Three million displaced in Pakistan could turn the tide for the country -- or for the Taliban.
Paula Bronstein /Getty Images
Alone in the cold: With the internationals out of Peshawar, it could be the Taliban who step in to claim the hearts of the displaced.
Working on the International Crisis
Group's recent
report on Pakistan's internally displaced persons, our team met with Western
officials at the Pearl Continental Hotel in Peshawar. Had it not been for my
trip to Washington to speak with U.S. officials about their Af-Pak strategy, there
is a good chance that I would have been there last Tuesday, June 9, when terrorists
blasted a hole through the building, killing more than a dozen people.
The attackers had a sophisticated,
carefully orchestrated strategy. They gunned down the civilian police guarding
the hotel's perimeter, which enabled them to drive past the cement barriers and
overtake the private guards within the hotel. Once inside, they blew themselves
up and much of the hotel with them. It looked just like the attack on the
Marriott in Islamabad last September, just like the Taj Mahal Palace and the
Oberoi Trident hotels in Mumbai last November, and just like the attack on the
Serena Hotel in Kabul in January 2008, which I witnessed from my hotel room
there.
The similarities are no
coincidence. All the targets have been luxury hotels frequented by foreigners.
Every attack has taken advantage of weaknesses in the local infrastructure. Nor
was the timing of the attack on the Pearl Continental an accident. Employees
from the United Nations, the World Food Program, and numerous aid organizations
were staying there. Many of them were charged with helping the 3 million people
who have been displaced in the last month alone. These now internally displaced
people (IDPs) fled on just a few hours notice -- before a military offensive
meant to "flush out" the terrorists in the North-west Frontier Province's
Malakand district unleashed heavy artillery, helicopter gunships, and
jetfighters against their homes and crops. They left without possessions, and
these usually mountain dwellers arrived unprepared for the scorching plains climate.
The attack on the Pearl Continental forced international agencies to withdraw
their international staff from Peshawar, disrupting assistance to the hundreds
of thousands now living in government-run camps.
The IDP situation matters for more
than its very real status as a humanitarian crisis. Between 80 and 90 percent of
the IDPs are not in the camps; they are
bunking with overstretched relatives and friends who receive no outside aid
whatsoever. If the international community responds to their needs, these IDPs
could present a potentially powerful constituency of civil opposition to
extremism. They fled their homes because they reject the
militants' worldview. If and when peace returns, they, as a resident living in the Federally Administered Tribal Areas
told Crisis Group, will be the robust civil society that is so
badly needed in the conflict zones.
If Pakistan and its international
partners don't meet the needs of those taking refuge, the jihadists will. For a
taste of what could happen, just take the October 2008 earthquake in Quetta. To
this day, jihadi organizations are winning support by posing as relief groups,
offering food, shelter, education, and salvation in one fell swoop. For many
IDPs, these services will be their only option. It is not surprising that the
terrorists have been so effective in Pakistan.

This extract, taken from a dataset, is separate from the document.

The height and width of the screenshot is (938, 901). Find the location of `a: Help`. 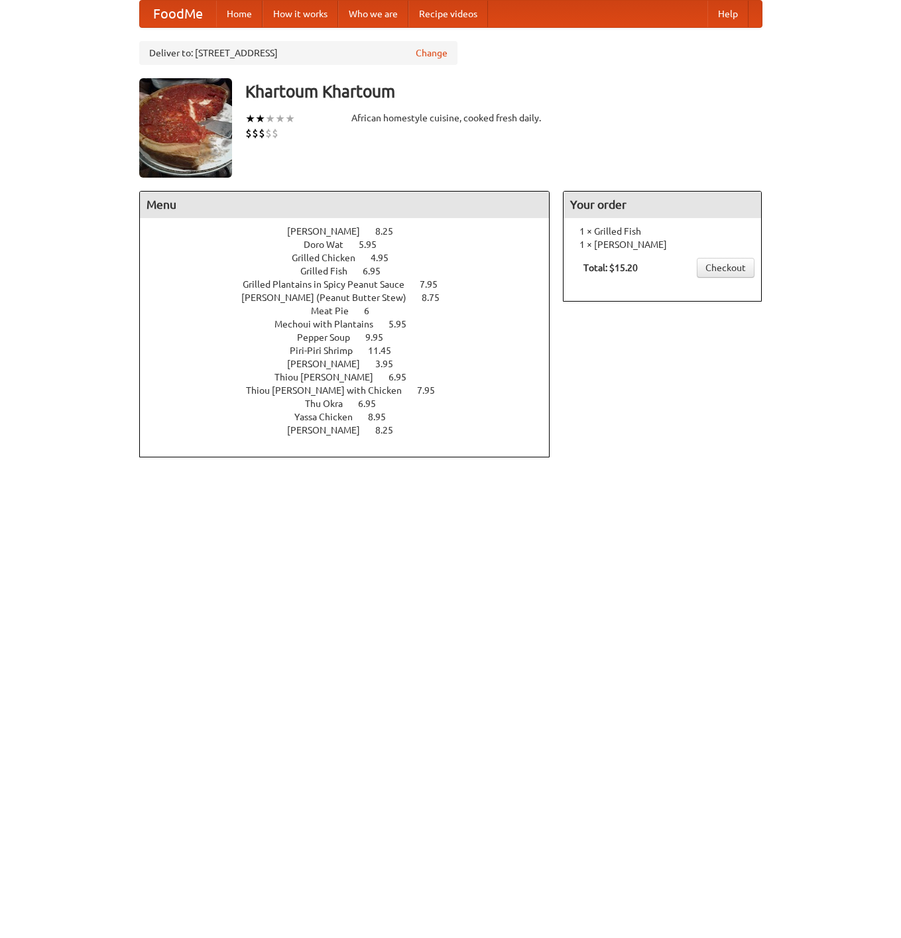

There are other vulnerabilities
that militants exploit here, too. Aid and assistance is one; policing is even
more important. Local police forces in the area of the attacks were and remain
completely ill-equipped to contend with insurgents. They lack training,
barriers, vehicles, modern weapons, and even guns. The underfunded police
could do far more with all of these missing resources in hand. As proof, police
forces have more frequently intervened and prevented more deadly attacks than
their well-funded Army colleagues. If they were trained in counterinsurgency tactics
and evidence collection, police could rightly treat and try militants as
criminals. Today, the country's criminal prosecution rate stands at only 10 percent.
If the Peshawar attacks teach us
anything, it is that, while the foot soldiers may be local militants, the
brains behind the terrorist attacks are not. In 2009, there have been more
terrorist attacks and more suicide bombings in Pakistan than in Iraq.For the masterminds behind the brutal violence,
Pakistan is just the latest frontier in a global campaign.
Their broader goal is clear:
terrorize and demoralize the public and the security agencies, and prevent vital
services from reaching those who need it most. Al Qaeda and the Taliban's
foothold on the tribal belt enables them to do just that. When the state fails
to provide the services that civilians desperately need, the
jihadists fill the void. The way that Pakistan, the United States, and other
partners approach relief for the latest victims will determine what will emerge
from the rubble: a strong civil society that stands in opposition to extremism,
or a population beaten into compliance with the very forces tearing their
country apart.
Samina Ahmed is
project director of the South Asia program at the International Crisis Group.